February 22, 2002 | Page 2

"A LIVING hell." That's how Bruce Godschalk described the last 15 years of his life--years spent wrongfully imprisoned in Montgomery County, Pa.--when he finally walked free on February 14.

In 1987, Godschalk was convicted and sentenced to 10 to 20 years for two rapes. One victim was unable to identify him, and a second picked him out from a mug shot six months after the crime was committed.

A jury took just three hours to convict Godschalk, based mainly on a "confession" that police forced out of him after hours of interrogation without a lawyer present. Godschalk retracted the confession immediately afterward, but the court allowed his statement to be used to convict him.

"That was [the detective's] confession, not mine," Godschalk told reporters. "I was tricked. I was intimidated. He forced me to confess to it because he needed a confession for a conviction."

When advances in DNA analysis gave him hope that his name could be cleared, Godschalk begged again and again for testing. But for more than seven years, the Montgomery County District Attorney's office fought the requests. The tests weren't ordered until 1997.

It was only when Godschalk contacted the Innocence Project in 1997 that lawyers finally were able to get the tests ordered. The results showed that Godschalk wasn't the rapist.

But District Attorney Bruce Castor still refused to release him--and ordered a second lab to redo the tests.
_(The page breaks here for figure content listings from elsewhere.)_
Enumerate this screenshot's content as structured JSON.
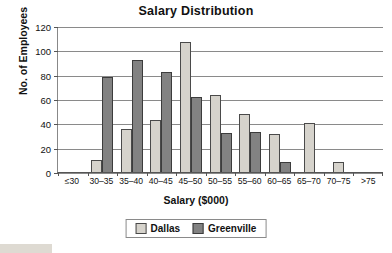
{
  "chart_data": {
    "type": "bar",
    "title": "Salary Distribution",
    "xlabel": "Salary ($000)",
    "ylabel": "No. of Employees",
    "categories": [
      "≤30",
      "30–35",
      "35–40",
      "40–45",
      "45–50",
      "50–55",
      "55–60",
      "60–65",
      "65–70",
      "70–75",
      ">75"
    ],
    "series": [
      {
        "name": "Dallas",
        "color": "#d6d3cc",
        "values": [
          0,
          10,
          35,
          43,
          107,
          63,
          48,
          31,
          40,
          8,
          0
        ]
      },
      {
        "name": "Greenville",
        "color": "#828282",
        "values": [
          0,
          78,
          92,
          82,
          62,
          32,
          33,
          8,
          0,
          0,
          0
        ]
      }
    ],
    "ylim": [
      0,
      120
    ],
    "yticks": [
      0,
      20,
      40,
      60,
      80,
      100,
      120
    ],
    "ytick_labels": [
      "0",
      "20",
      "40",
      "60",
      "80",
      "100",
      "120"
    ],
    "grid": true,
    "legend_position": "bottom"
  },
  "legend": {
    "items": [
      {
        "label": "Dallas"
      },
      {
        "label": "Greenville"
      }
    ]
  }
}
When results from the second lab confirmed that Godschalk couldn't possibly have committed the rapes, Castor was finally forced to allow him to be set free.

But not before taking a callous parting shot. "I am not convinced that Bruce Godschalk was innocent," Castor told reporters. "What I am convinced of is that he cannot be proven innocent beyond a reasonable doubt. And in this business, a tie goes to the defendant."

"This business" stole 15 years of Bruce Godschalk's life. While in prison, both of his parents and his sister died, and he lost touch with his former girlfriend. The satisfaction of seeing him proven innocent won't ever make up for the life that Godschalk lost.